Does this suggest that Putin has simply blamed the intelligence agencies for the war’s problems? Or is it that he has no option now, other than to turn even more to the military?

That’s the problem. He’s actually out of options. He’s quite limited. He got himself in a big war, and right now the military is finally quite convinced that they are fighting a really big war, not just some limited conflict. So what’s he going to do? He needs to vow to keep going in Ukraine. And he understands that he’s fighting a conventional army, not some group of Nazis. And the military thinking is that in this big war, the Russian Army is on the losing end, because the Ukrainian Army is a completely mobilized army that actually claims it can call on hundreds of thousands more in reserves. The Russian Army is still largely a peacetime army.

At the same time, the Ukrainian Army is given the best weaponry that the West can provide. And this weaponry is tested against the Russians and the Russians are not in position to inflict any damage on NATO. They’re suffering heavy losses from the weaponry supplied by NATO countries.

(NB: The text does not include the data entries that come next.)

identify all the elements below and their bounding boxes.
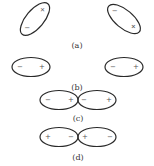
dipole-d-right: + −: [78, 128, 116, 147]
caption-a: (a): [71, 41, 82, 50]
caption-c: (c): [73, 114, 84, 123]
dipole-a-right: − +: [103, 0, 145, 39]
dipole-b-right: − +: [105, 58, 143, 77]
right-sign: −: [107, 133, 113, 141]
dipole-outline: [103, 0, 145, 39]
positive-sign: +: [38, 5, 48, 15]
left-sign: −: [110, 63, 116, 71]
dipole-c-left: − +: [40, 91, 78, 110]
panel-a: − + − + (a): [15, 0, 145, 49]
right-sign: +: [133, 63, 139, 71]
right-sign: +: [106, 96, 112, 104]
left-sign: −: [45, 96, 51, 104]
right-sign: −: [68, 133, 74, 141]
left-sign: −: [81, 96, 87, 104]
negative-sign: −: [112, 7, 118, 15]
dipole-d-left: + −: [40, 128, 78, 147]
dipole-a-left: − +: [15, 0, 55, 40]
left-sign: +: [45, 133, 51, 141]
left-sign: −: [17, 63, 23, 71]
dipole-diagram: − + − + (a) − + − + (b) − +: [0, 0, 154, 166]
dipole-c-right: − +: [78, 91, 116, 110]
left-sign: +: [82, 133, 88, 141]
caption-b: (b): [71, 83, 82, 92]
dipole-outline: [15, 0, 55, 40]
dipole-b-left: − +: [12, 58, 50, 77]
caption-d: (d): [72, 153, 83, 162]
right-sign: +: [39, 63, 45, 71]
panel-d: + − + − (d): [40, 128, 116, 162]
panel-b: − + − + (b): [12, 58, 143, 92]
panel-c: − + − + (c): [40, 91, 116, 123]
right-sign: +: [68, 96, 74, 104]
negative-sign: −: [24, 24, 30, 32]
positive-sign: +: [128, 22, 138, 32]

For many years, the Russian military believed that they had a chance to win a conflict with the West, not because they have better technology—they knew that the West always would have better technology—but because the West, and specifically the United States, would never sustain heavy casualties like the Russian Army can sustain, because, to the leadership, the cost of life is different. But in this war, in Ukraine, all the casualties are not by NATO or by the American Army but by the Ukrainian Army. So even this cannot be played by the Russian Army. And that is why they think that they picked up a fight with NATO in the wrong place.

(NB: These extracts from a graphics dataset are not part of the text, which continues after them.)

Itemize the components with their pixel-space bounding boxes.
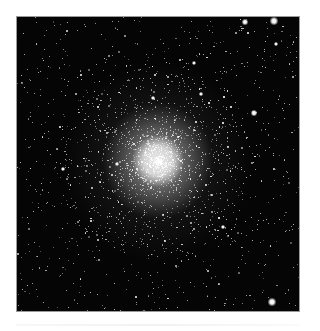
cluster-star xyxy=(212,234,213,235)
cluster-star xyxy=(196,135,197,136)
cluster-star xyxy=(190,198,191,199)
star xyxy=(44,164,45,165)
cluster-star xyxy=(217,182,218,183)
star xyxy=(115,27,116,28)
cluster-star xyxy=(183,67,184,68)
star xyxy=(38,72,39,73)
star xyxy=(264,49,265,50)
cluster-star xyxy=(142,80,143,81)
bright-star xyxy=(251,110,257,116)
cluster-star xyxy=(235,166,237,168)
star xyxy=(48,103,49,104)
cluster-star xyxy=(118,182,120,184)
star xyxy=(116,117,117,118)
star xyxy=(41,210,42,211)
star xyxy=(190,168,191,169)
cluster-star xyxy=(158,162,159,163)
cluster-star xyxy=(144,191,146,193)
cluster-star xyxy=(194,197,195,198)
cluster-star xyxy=(147,110,148,111)
cluster-star xyxy=(218,154,220,156)
cluster-star xyxy=(211,107,212,108)
star xyxy=(224,71,225,72)
star xyxy=(92,74,93,75)
cluster-star xyxy=(65,159,66,160)
star xyxy=(80,278,82,280)
cluster-star xyxy=(171,180,173,182)
cluster-star xyxy=(131,180,132,181)
cluster-star xyxy=(140,106,141,107)
star xyxy=(72,206,73,207)
cluster-star xyxy=(105,227,106,228)
star xyxy=(241,125,242,126)
cluster-star xyxy=(193,133,195,135)
cluster-star xyxy=(122,240,123,241)
star xyxy=(177,307,178,308)
cluster-star xyxy=(140,165,141,166)
cluster-star xyxy=(108,241,109,242)
star xyxy=(102,305,103,306)
cluster-star xyxy=(167,76,169,78)
cluster-star xyxy=(89,211,90,212)
cluster-star xyxy=(191,98,192,99)
star xyxy=(154,173,155,174)
star xyxy=(208,184,209,185)
star xyxy=(97,294,98,295)
cluster-star xyxy=(218,159,220,161)
cluster-star xyxy=(164,158,165,159)
star xyxy=(201,179,202,180)
star xyxy=(152,54,153,55)
cluster-star xyxy=(174,120,175,121)
cluster-star xyxy=(144,200,145,201)
star xyxy=(296,51,297,52)
cluster-star xyxy=(137,135,138,136)
cluster-star xyxy=(155,169,156,170)
cluster-star xyxy=(123,227,124,228)
cluster-star xyxy=(193,115,194,116)
star xyxy=(233,304,234,305)
star xyxy=(255,80,256,81)
star xyxy=(229,158,230,159)
star xyxy=(67,22,68,23)
cluster-star xyxy=(176,189,178,191)
star xyxy=(152,282,153,283)
star xyxy=(220,71,222,73)
star xyxy=(117,189,119,191)
star xyxy=(123,85,124,86)
cluster-star xyxy=(155,107,156,108)
cluster-star xyxy=(201,213,203,215)
cluster-star xyxy=(167,154,169,156)
cluster-star xyxy=(171,143,172,144)
cluster-star xyxy=(118,185,119,186)
star xyxy=(177,76,178,77)
cluster-star xyxy=(78,112,80,114)
star xyxy=(165,179,166,180)
cluster-star xyxy=(123,217,125,219)
cluster-star xyxy=(219,163,220,164)
cluster-star xyxy=(177,136,179,138)
cluster-star xyxy=(154,250,155,251)
cluster-star xyxy=(236,218,238,220)
star xyxy=(244,131,246,133)
star xyxy=(239,30,240,31)
cluster-star xyxy=(130,95,132,97)
star xyxy=(65,269,66,270)
star xyxy=(195,36,196,37)
star xyxy=(171,212,172,213)
star xyxy=(75,208,76,209)
cluster-star xyxy=(107,94,108,95)
star xyxy=(63,137,64,138)
star xyxy=(32,122,33,123)
cluster-star xyxy=(107,114,108,115)
star xyxy=(36,161,37,162)
star xyxy=(270,245,272,247)
star xyxy=(215,213,216,214)
star xyxy=(129,202,130,203)
cluster-star xyxy=(140,137,141,138)
star xyxy=(94,210,95,211)
star xyxy=(226,71,228,73)
cluster-star xyxy=(123,181,124,182)
cluster-star xyxy=(94,120,95,121)
star xyxy=(265,150,266,151)
star xyxy=(162,285,163,286)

So if they’d been fighting a NATO country then presumably NATO itself would be experiencing losses. And now NATO is more willing to go along with the long war, because it’s the Ukrainians who are taking the losses?

Yes, absolutely. But the weaponry supplied by NATO

By NATO countries, really.

Yes, exactly. So the Russians are taking these losses and they are taking a hit from the Ukrainian Army with the best weaponry in the world, supplied by the West. But we are not in position to inflict any damage back on NATO.

You’ve said several times that this means it’s going to be a big, long war. What is the goal of that war? What does the Russian Army think it is trying to do?

The Army feels that it’s going to be a really long war. They believe that this pretense of running special operations should be abandoned and some people in the Army establishment are saying this openly. For instance, Vladimir Kvachkov—he’s a former colonel of Special Forces. He is respected in the Army because of his war record in Afghanistan. And he became prominent in 2005. He was actually charged with trying to kill Anatoly Chubais, a big name in the Russian reformist government back in the nineteen-nineties. Lots of Russians blame Chubais for the way reforms went in the nineties. So, allegedly, Kvachkov tried to kill him. He got caught and sent to prison, and then got acquitted and released. On May 19th, a statement signed by Kvachkov, which lots of people inside of the Army support, said that, Look, we need to admit that we lost the first stage of this war. The Special Forces part of the war didn’t work and the Russian armies were told to retreat from the Kyiv region and Kharkiv, so now we need to accept it’s a big war and we need to adjust our strategy. And I talked to some people inside of the military, and they are supportive of this point of view.

But do we know what the goals of this war are?

No, that’s the most interesting thing. The thinking is that, look, we are sustaining heavy casualties and suffering a lot, so the goal of occupying the Donbas cannot be the objective of such a war. We need something a bit more ambitious, and some pro-military channels on Telegram have just conducted polls and asked their subscribers, “What do you think? When will the objective for this war be achieved?” And only six per cent of people said that it would be achieved with the “liberation” of the Donbas, while thirty-three per cent said it would be when the whole of Ukraine capitulates unconditionally. People in the military and people close to the military want something much more ambitious than what Putin is saying.